Mangy-looking mutts aren’t the only unattractive creatures that catch our eye. Indeed, in a country that spends over $11 billion dollars a year on various cosmetics procedures, we have a strange fascination with the hideous. Dr. Robert Epstein, senior research psychologist at the American Institute for Behavioral Research and Technology, says: “We lock on to the unattractive because, in the distant past, at least now and then, the unattractive presented real threats. That’s why it’s so hard for us to look away.”

Trish Lamm, program manager at North Carolina’s Museum of Life & Science, has spent a lot of time studying the science of cute (yes, that’s a thing), and says that there’s a reason that so many of the Ugly Dog Contest winners have been small breeds. 
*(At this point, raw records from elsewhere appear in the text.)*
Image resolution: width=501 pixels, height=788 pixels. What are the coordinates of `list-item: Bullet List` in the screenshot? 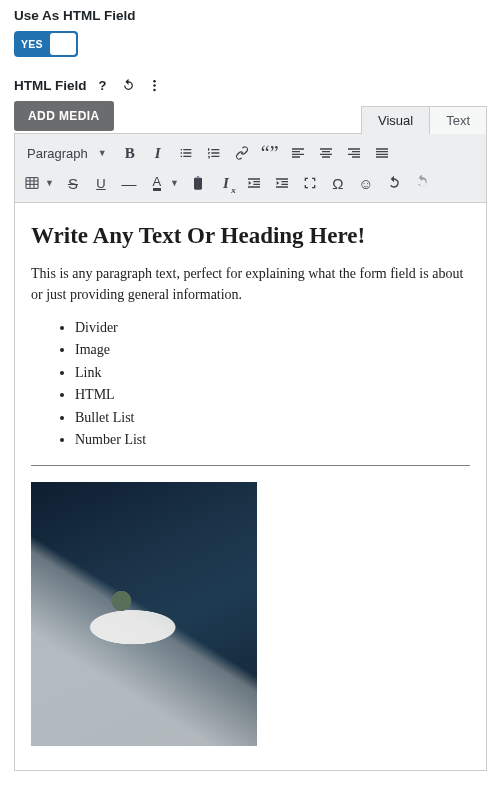 It's located at (272, 418).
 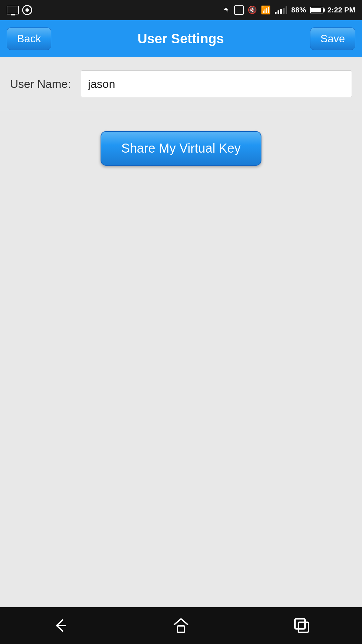 What do you see at coordinates (13, 10) in the screenshot?
I see `screen-icon` at bounding box center [13, 10].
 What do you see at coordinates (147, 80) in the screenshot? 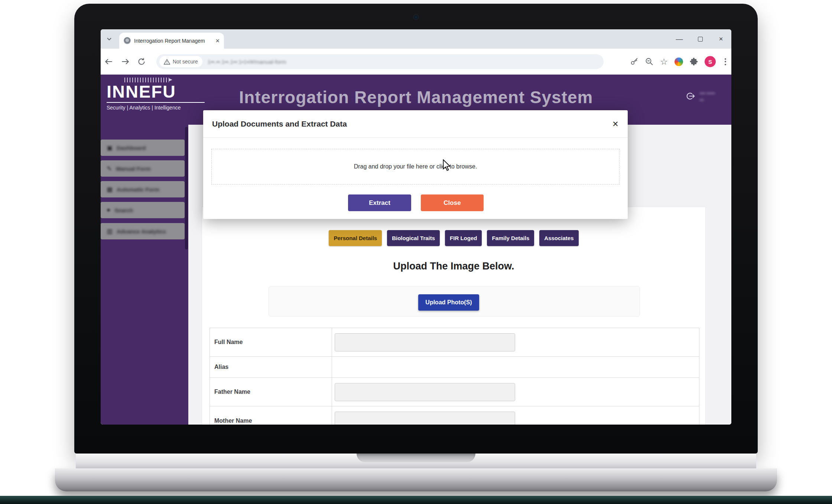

“Tiny babies and baby animals look very cute to humans. But a small, inanimate object can elicit the same ‘awww’ response,” says Lamm. “It seems funny that you would find an ugly dog cute, but it’s also funny that you’d find a tiny spoon cute.”

Dr. Fredric Neuman, director of the Anxiety and Phobia Treatment Center in White Plains, New York, says it’s more than just size when it comes to thinking unconventional-looking animals are cute. 

“We’re attracted not only to the outward appearance of the animal, but the shape. If they look cuddly or appear good-natured, we’re more apt to think they’re cute.”

Lambchop was far from cuddly, but Ziss says the spritely pup had a spirited prance that attracted more people than she put off. 

After Lambchop passed onto to the dog park in the sky, Ziss adopted Francie, a conventionally attractive, adorably chubby, long-haired Chihuahua. But Ziss insists her less attractive dog got far more love from her public. 

“I think her unusual looks were an icebreaker,” she says.